Odd… I have been traveling to south eastern spain yearly for over a decade now and my experience is that summer nights are getting less warm and less humid even though i go there at around same time of year every year.
I came home from my last vacation trip this weekend and even though day temps were high the night temps was rather mild in comparision to even a few years ago.

Douglas DC
September 1, 2010 9:12 am

UHI effect_anyone_? I smell grant money….

Scipio
September 1, 2010 9:12 am

OMG, Spain is burning, where’s Nero

Bernie
September 1, 2010 9:21 am

What data set are they using? I just looked quickly at the average temperature data for Spanish stations listed at GISS and there is no obvious pattern visible there.

Josh Grella
September 1, 2010 9:24 am

Well, they are right about the changes being man made. UHI is directly due to humans building more and more and causes the exact same pattern of warmer days and less cold nights. But, let’s not let facts get in the way of a perfectly invalid (and probably friend-reviewed, I mean, peer reviewed)study.

singularian
September 1, 2010 9:26 am

Scipio – Nero, I believe, is cleaning up horse muck in the Senate. He will be along shortly.
The rain in Spain falls mainly in her researchers brains.

pat
September 1, 2010 9:30 am

Another one of those regional centric stories designed to influence skeptics and agnostics, while paving the way for a grant.

Patrick Davis
September 1, 2010 9:32 am

There was snow on some beaches last winter in Spain?

Billy Liar
September 1, 2010 9:36 am

I think all those windmills are slowing the airmasses down as they travel across Spain reducing the cooling effect of the winds off the sea.

September 1, 2010 9:49 am

Have you checked the map? There is another country there.
REPLY: Yes Portugal, and you may want to have NASA correct their headline too http://earthobservatory.nasa.gov/IOTD/view.php?id=4651
But the current article is about Spain and climate data, and Portugal is not part of the story – Anthony

September 1, 2010 10:01 am

The AMO switched to the cold mode in 2005. How long can they ride on that 30-years long positive trend, which already ended?
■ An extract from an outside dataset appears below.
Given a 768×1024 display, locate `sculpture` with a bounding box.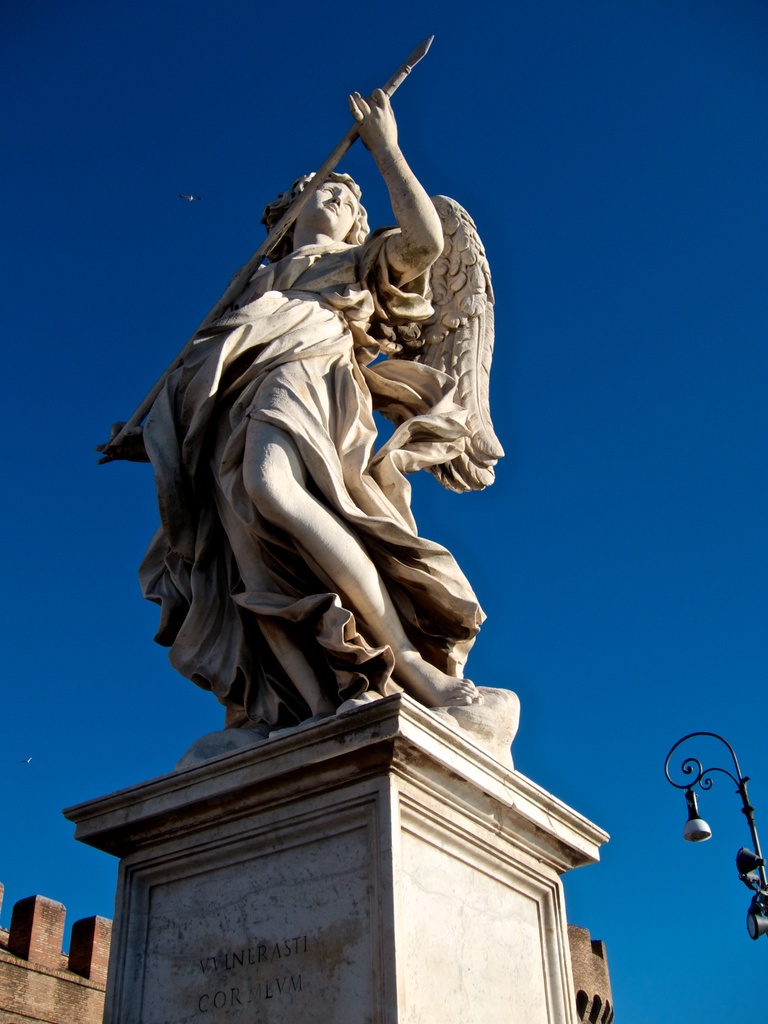
Located: 90/34/585/802.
September 1, 2010 10:27 am

Impugning a study just because it shows a warming trend without regard to the evidence presented in the study is a non-scientific knee jerk sort of response. You’re doing the same kind of thing that some AGW proponents do when you attack a study simply because of the warming trend. Unless you don’t believe any of the scientific evidence, the world has been warming for a while, so there’s nothing extraordinary in finding a warming trend in a particular area.
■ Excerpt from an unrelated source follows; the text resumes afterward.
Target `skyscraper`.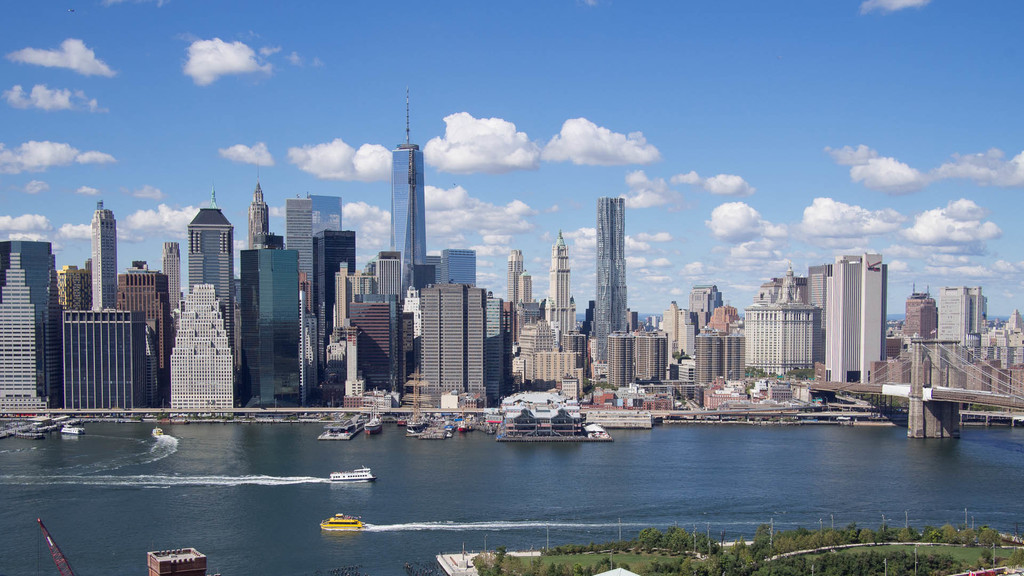
Target region: <bbox>740, 303, 820, 388</bbox>.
September 1, 2010 10:30 am

Yes, should really be Iberia, not Spain, but we all know what is meant 🙂
btw, for reference, I think the source is this:
http://www.sciencedaily.com/releases/2010/08/100831073505.htm
Which is in turn a translation of:
http://www.plataformasinc.es/index.php/esl/Noticias/Adios-a-las-noches-frias
🙂

Kitefreak
September 1, 2010 10:39 am

Scipio says:
September 1, 2010 at 9:12 am
OMG, Spain is burning, where’s Nero
———————————————-
He’s fiddling…

Simpleseekeraftertruth
September 1, 2010 10:48 am

And very pleasant it is too. I am glad I came but must admit I hadn’t noticed the change over the last 10 years. Thankyou for bringing it to my attention.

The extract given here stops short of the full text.